Types as Contracts

Yep, and I acknowledge it’s tough. Well, tough to implement in a way that’s coherent between validation and actual optimization. On the optimization side, the pointer field in a Vec<T> is already a Unique<T>; if loads through Unique pointers are given LLVM noalias metadata, I think that’s enough to let LLVM make the optimization in question. (Which AFAIK was part of the original motivation for Unique, given the comment about aliasing guarantees, but isn't currently implemented, as Unique isn't a lang item.) But it seems like validation would have to use a totally separate mechanism to indicate the range of addresses to lock, given that that depends on the separate len field.

Also, I guess there are weird semantic corner cases. Consider this code:

let vec: Vec<i32> = vec![1, 2, 3];
let mut foo: i32 = 1;
let out_of_range_index = vec.as_ptr().offset_to(&mut foo as *const i32).unwrap() as usize;
let read1 = *vec.get_unchecked(out_of_range_index); // this reads `foo`
foo = 2;
let read2 = *vec.get_unchecked(out_of_range_index); // ditto

As far as I can tell, under your model, this code is perfectly legal - at least if the Vec contents happen to be located before foo in memory, so that vec.get_unchecked(out_of_range_index) doesn't wrap around the address space. Even if the Vec contents were write locked, that wouldn't cause any conflict with accesses to a different memory region. But if LLVM optimized multiple accesses to the same index, it could coalesce read1 and read2 into one read, even though the value changed in between.

Then again, that isn't just an issue for Vec, but any kind of array, including fixed-length arrays, which I'd assume your proposal already covers. Yet it would be highly desirable for Rust's semantics to allow taking advantage of LLVM's existing noalias functionality. Perhaps that code would have aliasing assumptions disabled due to using unsafe? Or perhaps it should just be independently considered UB to index a slice out of bounds (even using get_unchecked), regardless of aliasing?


§ **Activity**: Using the entries that follow, establish how many lines contain the word "component" and give only that figure.

§ **Data for analysis**:
+++

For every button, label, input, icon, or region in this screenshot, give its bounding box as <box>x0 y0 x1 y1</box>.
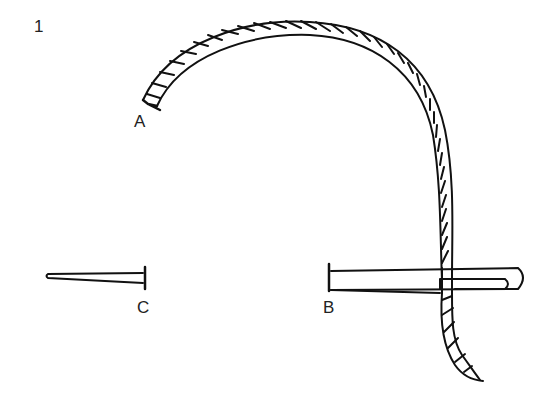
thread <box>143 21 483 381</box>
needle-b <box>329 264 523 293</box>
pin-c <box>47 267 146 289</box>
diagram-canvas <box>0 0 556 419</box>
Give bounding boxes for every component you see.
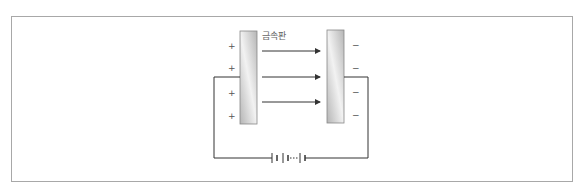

+++

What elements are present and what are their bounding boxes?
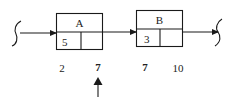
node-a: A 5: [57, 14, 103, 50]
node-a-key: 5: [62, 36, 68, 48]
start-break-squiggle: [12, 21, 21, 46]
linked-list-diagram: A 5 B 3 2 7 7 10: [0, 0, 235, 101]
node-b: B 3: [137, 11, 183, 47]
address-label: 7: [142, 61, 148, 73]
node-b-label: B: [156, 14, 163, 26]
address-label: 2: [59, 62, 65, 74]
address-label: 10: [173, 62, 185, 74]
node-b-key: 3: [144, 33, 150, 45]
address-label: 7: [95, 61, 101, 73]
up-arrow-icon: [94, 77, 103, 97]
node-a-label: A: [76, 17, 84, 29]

+++

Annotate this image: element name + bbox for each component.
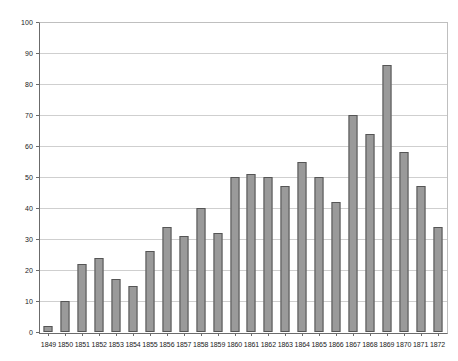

+++

§ **Output below**: 2